Lessons from the Cuban snow job

It is too soon to tell just what the recent détente between the US and Cuba will produce, but there are already a few lessons the folks currently governing...

Not the way to go about it
Not the way to go about it

It is too soon to tell just what the recent détente between the US and Cuba will produce, but there are already a few lessons the folks currently governing in Caracas can take from it.

The first is that the announcement creates the first real gap between Caracas and Havana in years.

As Quico rightly pointed out yesterday, Caracas does nothing without consulting Havana first. The Cubans are involved in every major policy decision that Venezuela makes. The two counrties are so in sync that they are occasionally thought of as one.

But after eighteen months of secret negotiations that Venezuela was not privvy to, it’s clear that this is an unbalanced relationship.

An element of trust between the two governing cliques has been broken, and it may take a while to repair. And even though the elites kiss and make up, the people down below – the bureaucrats, the operatives, the middle-ranking officers in the Armed Forces – may end up being a tad more suspicious about the earnestness of their Cuban handlers. The opposition needs to exploit this.

Another point that Venezuelans need to learn is that high-stakes diplomacy happens in the shadows.

Cuba did not announce to the world that it was meeting with the US. Pope Francis did not tweet about the secret meetings in the Vatican, and Canadian Foreign Minister John Baird was not parading the delegations around Ottawa. Talks were held … in private, away from the psychotic masses and the absurd rallies. No bluster, no huffing and puffing, just … talking. That’s how you get things done in serious circles. That is something chavistas are simply incapable of doing.

A final lesson is that if Venezuela really wishes to get on Washington’s good graces, it will have to make some concessions, just like the Cubans did.

There are scores of political prisoners in Venezuela, including Leopoldo López, perhaps the continent’s most prominent prisoner of conscience. Unless Caracas is willing to show some generosity and free these folks, talks to improve relations will remain one-sided, no matter how many insulting, deceitful op-eds Diosdado Cabello’s English-speaking mistress writes for the New York Times.

The US-Cuba agreement was a watershed moment for the continent. It is the result of months of high-stakes diplomacy played by skilled professionals.

That doesn’t seem like a game that our ill-prepared leaders are capable of playing.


# Problem to solve
Count how many lines hold "components" in the records, and respond with that number by itself.

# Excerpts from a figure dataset
▬▬▬
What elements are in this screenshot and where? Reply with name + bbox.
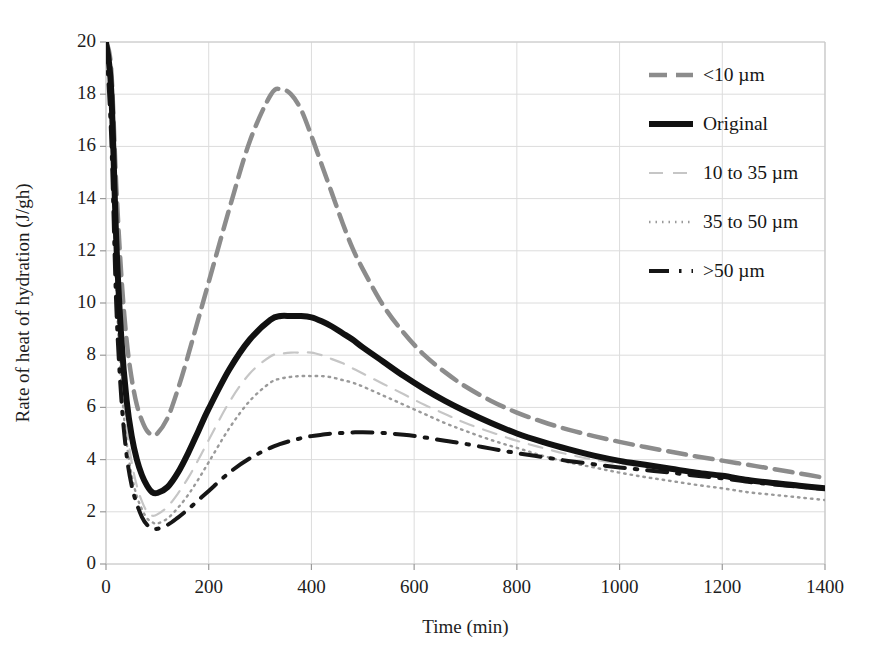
legend-line-swatch [648,66,694,84]
legend-line-swatch [648,213,694,231]
y-tick-label: 2 [42,500,96,522]
chart-legend: <10 µmOriginal10 to 35 µm35 to 50 µm>50 … [648,50,863,295]
y-tick-label: 14 [42,187,96,209]
legend-line-swatch [648,262,694,280]
legend-item[interactable]: 10 to 35 µm [648,148,863,197]
legend-line-swatch [648,115,694,133]
x-tick-label: 800 [477,576,557,598]
x-tick-label: 1400 [785,576,865,598]
legend-item-label: Original [703,113,768,135]
legend-item-label: 10 to 35 µm [703,162,798,184]
y-tick-label: 18 [42,82,96,104]
legend-item[interactable]: <10 µm [648,50,863,99]
chart-figure: Rate of heat of hydration (J/gh) Time (m… [0,0,885,660]
y-tick-label: 16 [42,134,96,156]
x-tick-label: 0 [66,576,146,598]
legend-item-label: <10 µm [703,64,765,86]
y-axis-title: Rate of heat of hydration (J/gh) [12,183,34,422]
x-tick-label: 1000 [580,576,660,598]
x-tick-label: 400 [271,576,351,598]
y-tick-label: 8 [42,343,96,365]
legend-line-swatch [648,164,694,182]
y-tick-label: 6 [42,395,96,417]
x-tick-label: 1200 [682,576,762,598]
y-tick-label: 0 [42,552,96,574]
x-tick-label: 600 [374,576,454,598]
x-axis-title: Time (min) [386,616,546,638]
legend-item[interactable]: >50 µm [648,246,863,295]
legend-item-label: >50 µm [703,260,765,282]
y-tick-label: 4 [42,448,96,470]
legend-item-label: 35 to 50 µm [703,211,798,233]
y-tick-label: 10 [42,291,96,313]
y-tick-label: 20 [42,30,96,52]
x-tick-label: 200 [169,576,249,598]
legend-item[interactable]: 35 to 50 µm [648,197,863,246]
legend-item[interactable]: Original [648,99,863,148]
y-tick-label: 12 [42,239,96,261]
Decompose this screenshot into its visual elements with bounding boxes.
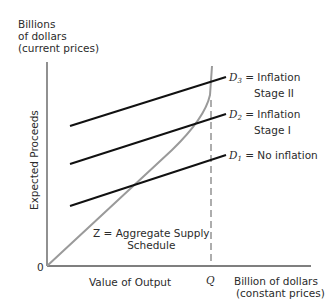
d1-label: D1 = No inflation: [229, 149, 318, 165]
x-axis-title: Value of Output: [89, 276, 171, 288]
x-unit-label: Billion of dollars (constant prices): [234, 275, 325, 299]
q-label: Q: [206, 274, 215, 286]
y-axis-title: Expected Proceeds: [28, 122, 40, 210]
supply-label: Z = Aggregate Supply Schedule: [93, 227, 210, 251]
origin-label: 0: [37, 261, 44, 273]
d1-line: [70, 155, 226, 206]
d3-label: D3 = Inflation Stage II: [229, 71, 300, 99]
d2-label: D2 = Inflation Stage I: [229, 108, 300, 136]
y-unit-label: Billions of dollars (current prices): [18, 18, 99, 54]
d3-line: [70, 77, 226, 126]
d2-line: [70, 114, 226, 164]
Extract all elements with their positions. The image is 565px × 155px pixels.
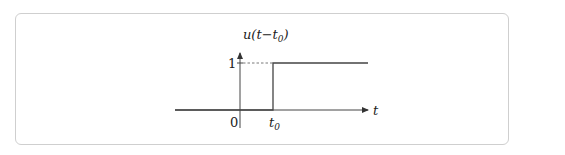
x-tick-label-zero: 0 (230, 116, 238, 129)
y-tick-label-one: 1 (228, 57, 236, 70)
x-tick-label-t0: t0 (269, 116, 280, 132)
y-axis-label: u(t−t0) (243, 28, 289, 44)
x-axis-label: t (373, 104, 378, 117)
step-curve (175, 63, 368, 110)
step-function-plot (0, 0, 565, 155)
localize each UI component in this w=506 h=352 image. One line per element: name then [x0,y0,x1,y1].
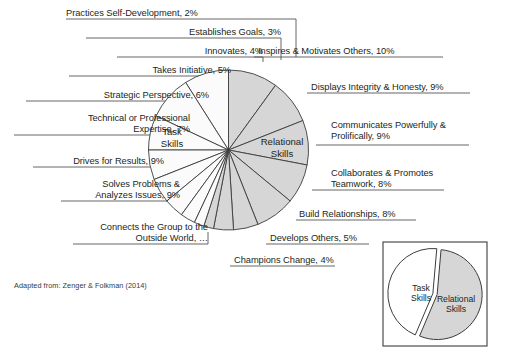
label-practices-self-development: Practices Self-Development, 2% [66,8,296,19]
label-takes-initiative: Takes Initiative, 5% [66,65,231,76]
label-solves-problems: Solves Problems & Analyzes Issues, 9% [58,179,180,201]
label-develops-others: Develops Others, 5% [270,233,410,244]
label-inspires-motivates: Inspires & Motivates Others, 10% [258,46,458,57]
label-establishes-goals: Establishes Goals, 3% [81,27,281,38]
label-drives-for-results: Drives for Results, 9% [30,156,164,167]
label-strategic-perspective: Strategic Perspective, 6% [24,90,209,101]
label-connects-group: Connects the Group to the Outside World,… [70,222,208,244]
inset-label-relational-skills: Relational Skills [427,294,485,314]
label-communicates-powerfully: Communicates Powerfully & Prolifically, … [331,120,501,142]
label-collaborates-teamwork: Collaborates & Promotes Teamwork, 8% [331,168,496,190]
pie-group-label-relational-skills: Relational Skills [249,136,315,159]
figure-canvas: Practices Self-Development, 2% Establish… [0,0,506,352]
leader-line-innovates [117,57,263,62]
label-displays-integrity: Displays Integrity & Honesty, 9% [311,82,501,93]
source-footnote: Adapted from: Zenger & Folkman (2014) [14,281,147,290]
label-champions-change: Champions Change, 4% [234,255,374,266]
label-build-relationships: Build Relationships, 8% [299,209,459,220]
label-innovates: Innovates, 4% [113,46,263,57]
pie-group-label-task-skills: Task Skills [146,126,198,149]
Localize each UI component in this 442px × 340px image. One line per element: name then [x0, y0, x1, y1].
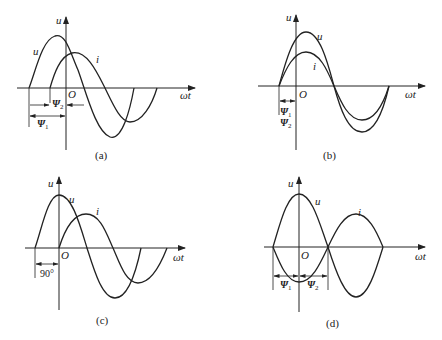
u-curve-label: u	[315, 195, 321, 207]
origin-label: O	[61, 249, 69, 261]
y-axis-label: u	[56, 14, 62, 26]
u-curve-label: u	[317, 30, 323, 42]
psi1-sub: 1	[45, 123, 49, 131]
y-axis-label: u	[286, 11, 292, 23]
u-curve	[35, 195, 141, 298]
y-axis-label: u	[288, 177, 294, 189]
caption-a: (a)	[95, 149, 108, 162]
i-curve-label: i	[313, 60, 316, 72]
psi2-sub: 2	[60, 103, 64, 111]
psi1-sub: 1	[288, 284, 292, 292]
i-curve-label: i	[96, 53, 99, 65]
x-axis-label: ωt	[180, 89, 192, 101]
i-curve-label: i	[96, 205, 99, 217]
origin-label: O	[301, 249, 309, 261]
caption-d: (d)	[326, 317, 339, 330]
panel-a: u u i O ωt Ψ 2 Ψ 1 (a)	[17, 14, 195, 162]
phase-90-label: 90°	[40, 268, 54, 279]
psi2-sub: 2	[288, 122, 292, 130]
caption-c: (c)	[96, 314, 109, 327]
u-curve-label: u	[69, 193, 75, 205]
panel-d: u u i O ωt Ψ 1 Ψ 2 (d)	[264, 177, 427, 330]
y-axis-label: u	[48, 177, 54, 189]
psi1-sub: 1	[288, 111, 292, 119]
x-axis-label: ωt	[415, 250, 427, 262]
panel-b: u u i O ωt Ψ 1 Ψ 2 (b)	[258, 11, 425, 162]
i-curve-label: i	[358, 206, 361, 218]
origin-label: O	[68, 88, 76, 100]
panel-c: u u i O ωt 90° (c)	[25, 177, 185, 327]
caption-b: (b)	[323, 149, 336, 162]
phase-diagram-figure: u u i O ωt Ψ 2 Ψ 1 (a) u u i O ωt Ψ 1 Ψ …	[0, 0, 442, 340]
u-curve-label: u	[33, 45, 39, 57]
x-axis-label: ωt	[405, 88, 417, 100]
x-axis-label: ωt	[173, 251, 185, 263]
psi2-sub: 2	[315, 284, 319, 292]
origin-label: O	[299, 88, 307, 100]
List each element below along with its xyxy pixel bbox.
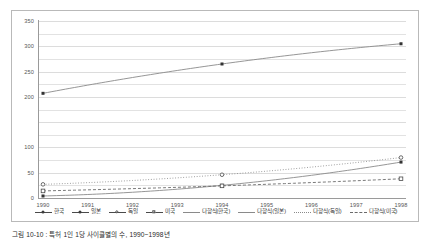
- figure-caption: 그림 10-10 : 특허 1인 1당 사이클별의 수, 1990~1998년: [12, 229, 170, 239]
- plot-canvas: 050100200250300350 199019911992199319941…: [38, 20, 406, 199]
- legend-label: 다항식(일본): [257, 209, 286, 215]
- legend-item[interactable]: 한국: [35, 209, 64, 216]
- data-point: [221, 62, 224, 65]
- legend-item[interactable]: 일본: [72, 209, 101, 216]
- chart-legend: 한국일본독일미국다항식(한국)다항식(일본)다항식(독일)다항식(미국): [24, 206, 408, 218]
- legend-item[interactable]: 다항식(일본): [238, 209, 286, 216]
- series-line-독일: [43, 158, 401, 185]
- legend-label: 다항식(한국): [202, 209, 231, 215]
- series-line-한국: [43, 162, 401, 196]
- data-point: [400, 161, 403, 164]
- legend-label: 미국: [165, 209, 175, 215]
- data-point: [41, 189, 45, 193]
- legend-item[interactable]: 다항식(미국): [350, 209, 398, 216]
- data-point: [220, 173, 224, 177]
- y-tick-label: 100: [24, 144, 34, 150]
- legend-label: 다항식(미국): [369, 209, 398, 215]
- data-point: [42, 194, 45, 197]
- series-line-일본: [43, 44, 401, 94]
- chart-figure: 050100200250300350 199019911992199319941…: [0, 0, 431, 242]
- legend-swatch-icon: [109, 209, 126, 216]
- legend-swatch-icon: [350, 209, 367, 216]
- legend-label: 한국: [54, 209, 64, 215]
- legend-swatch-icon: [146, 209, 163, 216]
- legend-item[interactable]: 다항식(한국): [183, 209, 231, 216]
- legend-item[interactable]: 독일: [109, 209, 138, 216]
- legend-label: 독일: [128, 209, 138, 215]
- chart-frame: 050100200250300350 199019911992199319941…: [11, 10, 419, 222]
- data-point: [399, 156, 403, 160]
- data-point: [399, 177, 403, 181]
- legend-marker-icon: [115, 210, 118, 213]
- y-tick-label: 200: [24, 94, 34, 100]
- legend-swatch-icon: [35, 209, 52, 216]
- y-tick-label: 0: [31, 195, 34, 201]
- legend-label: 다항식(독일): [313, 209, 342, 215]
- legend-marker-icon: [152, 210, 155, 213]
- legend-item[interactable]: 미국: [146, 209, 175, 216]
- legend-label: 일본: [91, 209, 101, 215]
- legend-item[interactable]: 다항식(독일): [294, 209, 342, 216]
- data-point: [220, 184, 224, 188]
- legend-marker-icon: [79, 211, 82, 214]
- y-tick-label: 250: [24, 69, 34, 75]
- data-point: [42, 92, 45, 95]
- plot-area: 050100200250300350 199019911992199319941…: [38, 20, 406, 199]
- data-point: [400, 42, 403, 45]
- y-tick-label: 50: [28, 170, 34, 176]
- data-point: [41, 183, 45, 187]
- legend-swatch-icon: [238, 209, 255, 216]
- legend-marker-icon: [42, 211, 45, 214]
- series-layer: [38, 20, 406, 199]
- y-tick-label: 300: [24, 43, 34, 49]
- legend-swatch-icon: [72, 209, 89, 216]
- legend-swatch-icon: [183, 209, 200, 216]
- y-tick-label: 350: [24, 18, 34, 24]
- legend-swatch-icon: [294, 209, 311, 216]
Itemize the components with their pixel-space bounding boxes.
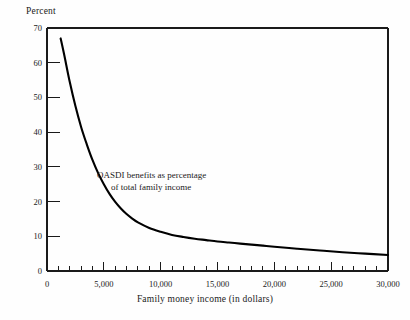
series-annotation: OASDI benefits as percentage of total fa… bbox=[97, 170, 206, 193]
x-axis-tick-label: 20,000 bbox=[252, 279, 296, 289]
chart-figure: Percent Family money income (in dollars)… bbox=[0, 0, 410, 320]
x-axis-tick-label: 15,000 bbox=[196, 279, 240, 289]
y-axis-tick-label: 20 bbox=[20, 197, 42, 207]
annotation-line-2: of total family income bbox=[97, 182, 206, 194]
y-axis-tick-label: 70 bbox=[20, 23, 42, 33]
annotation-line-1: OASDI benefits as percentage bbox=[97, 170, 206, 180]
chart-canvas bbox=[0, 0, 410, 320]
y-axis-tick-label: 30 bbox=[20, 162, 42, 172]
x-axis-tick-label: 0 bbox=[25, 279, 69, 289]
y-axis-tick-label: 10 bbox=[20, 231, 42, 241]
y-axis-tick-label: 0 bbox=[20, 266, 42, 276]
y-axis-tick-label: 40 bbox=[20, 127, 42, 137]
x-axis-tick-label: 5,000 bbox=[82, 279, 126, 289]
x-axis-tick-label: 10,000 bbox=[139, 279, 183, 289]
x-axis-tick-label: 25,000 bbox=[309, 279, 353, 289]
y-axis-tick-label: 60 bbox=[20, 58, 42, 68]
y-axis-major-ticks bbox=[47, 63, 60, 237]
data-series-layer bbox=[61, 38, 388, 255]
x-axis-title: Family money income (in dollars) bbox=[0, 294, 410, 304]
y-axis-title: Percent bbox=[26, 6, 56, 16]
x-axis-tick-label: 30,000 bbox=[366, 279, 410, 289]
y-axis-tick-label: 50 bbox=[20, 92, 42, 102]
plot-frame bbox=[47, 28, 388, 271]
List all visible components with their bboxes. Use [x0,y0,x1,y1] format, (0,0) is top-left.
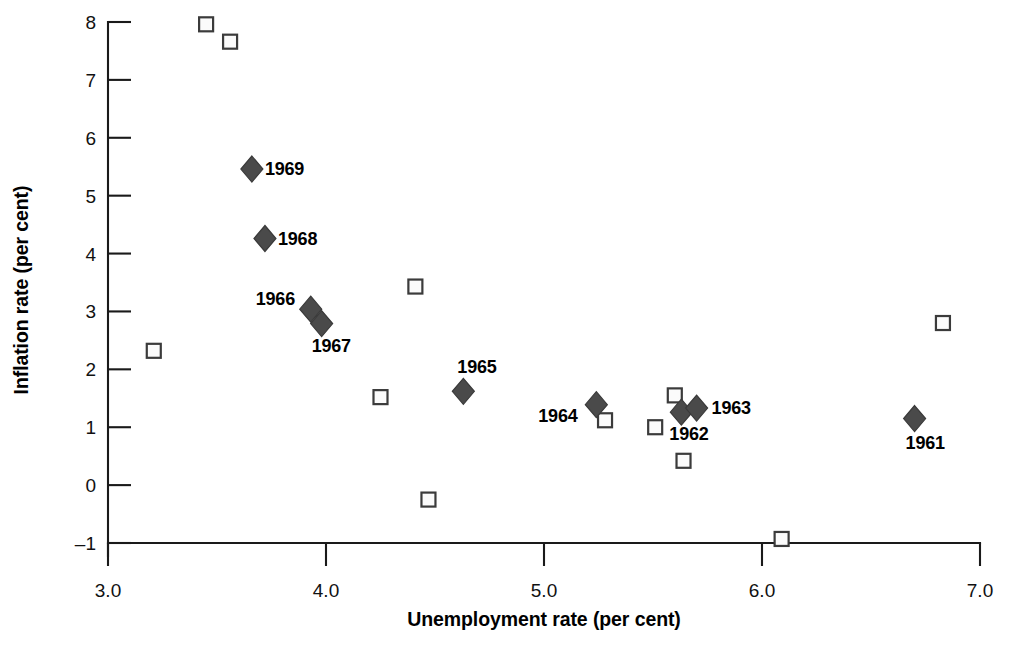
x-tick-label: 6.0 [749,580,775,601]
y-tick-label: 0 [85,475,96,496]
x-tick-label: 4.0 [313,580,339,601]
y-axis-ticks: 876543210–1 [75,12,131,554]
x-axis-title: Unemployment rate (per cent) [407,608,681,630]
data-point-label: 1961 [906,433,945,453]
data-point-open-square [775,532,789,546]
y-tick-label: 1 [85,417,96,438]
axes [108,22,980,556]
data-point-label: 1966 [256,289,295,309]
data-point-filled-diamond [904,406,926,432]
data-point-open-square [648,420,662,434]
data-point-label: 1968 [278,229,317,249]
y-tick-label: 5 [85,186,96,207]
y-axis-title: Inflation rate (per cent) [10,186,32,395]
x-axis-ticks: 3.04.05.06.07.0 [95,543,993,601]
data-point-open-square [677,454,691,468]
data-point-label: 1967 [312,336,351,356]
data-point-label: 1965 [457,357,496,377]
y-tick-label: 8 [85,12,96,33]
y-tick-label: 2 [85,359,96,380]
y-tick-label: 7 [85,70,96,91]
y-tick-label: 6 [85,128,96,149]
data-point-label: 1963 [712,398,751,418]
y-tick-label: –1 [75,533,96,554]
x-tick-label: 7.0 [967,580,993,601]
data-point-open-square [598,413,612,427]
data-point-filled-diamond [241,156,263,182]
x-tick-label: 5.0 [531,580,557,601]
scatter-chart-figure: 876543210–1 3.04.05.06.07.0 196919681966… [0,0,1014,651]
y-tick-label: 3 [85,301,96,322]
data-point-filled-diamond [254,226,276,252]
data-point-open-square [936,316,950,330]
y-tick-label: 4 [85,244,96,265]
data-point-open-square [421,493,435,507]
data-point-label: 1969 [265,159,304,179]
data-point-open-square [199,17,213,31]
data-point-open-square [408,280,422,294]
plot-canvas: 876543210–1 3.04.05.06.07.0 196919681966… [0,0,1014,651]
x-tick-label: 3.0 [95,580,121,601]
open-square-markers [147,17,950,546]
data-point-filled-diamond [452,378,474,404]
data-point-open-square [374,390,388,404]
data-point-label: 1962 [669,424,708,444]
data-point-filled-diamond [686,395,708,421]
data-point-open-square [147,344,161,358]
data-point-open-square [223,35,237,49]
filled-diamond-markers [241,156,926,432]
data-point-label: 1964 [538,406,577,426]
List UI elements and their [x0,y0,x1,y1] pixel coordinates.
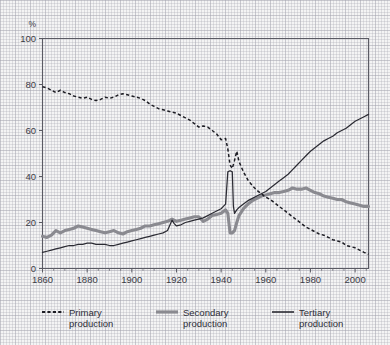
legend-entry-secondary: Secondary production [156,307,229,329]
legend-label-tertiary-line2: production [299,318,343,329]
x-tick-label: 2000 [345,274,366,285]
chart-legend: Primary production Secondary production … [42,307,343,329]
data-series [43,87,369,254]
legend-label-primary-line1: Primary [69,307,102,318]
y-tick-label: 20 [25,217,36,228]
x-tick-label: 1940 [211,274,232,285]
line-chart: 020406080100 186018801900192019401960198… [0,0,390,345]
legend-label-tertiary-line1: Tertiary [299,307,330,318]
y-tick-label: 40 [25,171,36,182]
series-line-tertiary-production [43,114,369,252]
plot-frame [43,39,369,269]
y-axis-tick-labels: 020406080100 [20,33,36,274]
y-tick-label: 60 [25,125,36,136]
y-tick-label: 0 [31,263,36,274]
legend-label-secondary-line1: Secondary [183,307,229,318]
x-tick-label: 1960 [255,274,276,285]
legend-entry-primary: Primary production [42,307,113,329]
x-tick-label: 1980 [300,274,321,285]
x-tick-label: 1880 [77,274,98,285]
x-tick-label: 1860 [32,274,53,285]
x-axis-tick-labels: 18601880190019201940196019802000 [32,274,366,285]
legend-label-primary-line2: production [69,318,113,329]
y-tick-label: 80 [25,79,36,90]
legend-label-secondary-line2: production [183,318,227,329]
y-tick-label: 100 [20,33,36,44]
legend-entry-tertiary: Tertiary production [272,307,343,329]
x-tick-label: 1900 [121,274,142,285]
series-line-secondary-production [43,188,369,237]
x-tick-label: 1920 [166,274,187,285]
y-axis-unit-label: % [28,19,36,29]
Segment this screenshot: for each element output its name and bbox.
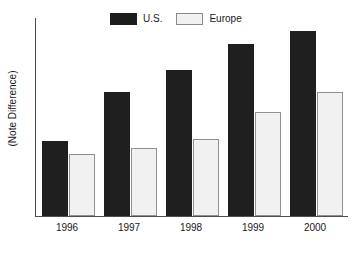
- bar-europe: [317, 92, 343, 216]
- bar-group: [36, 18, 98, 216]
- x-axis-line: [35, 216, 348, 217]
- bar-group: [284, 18, 346, 216]
- bar-us: [104, 92, 130, 216]
- bar-us: [228, 44, 254, 216]
- x-tick-label: 1997: [98, 222, 160, 234]
- bar-groups: [35, 18, 348, 216]
- bar-europe: [255, 112, 281, 216]
- bar-us: [42, 141, 68, 216]
- y-axis-label: (Note Difference): [2, 0, 24, 216]
- plot-area: [35, 18, 348, 216]
- bar-europe: [131, 148, 157, 216]
- bar-group: [160, 18, 222, 216]
- bar-chart: U.S. Europe (Note Difference) 1996199719…: [0, 0, 364, 259]
- bar-us: [290, 31, 316, 216]
- bar-europe: [193, 139, 219, 216]
- x-tick-label: 1999: [222, 222, 284, 234]
- x-axis-tick-labels: 19961997199819992000: [35, 222, 348, 238]
- bar-group: [222, 18, 284, 216]
- bar-group: [98, 18, 160, 216]
- y-axis-label-text: (Note Difference): [8, 70, 19, 146]
- x-tick-label: 2000: [284, 222, 346, 234]
- bar-us: [166, 70, 192, 216]
- x-tick-label: 1996: [36, 222, 98, 234]
- x-tick-label: 1998: [160, 222, 222, 234]
- bar-europe: [69, 154, 95, 216]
▬▬▬
# Your solution
2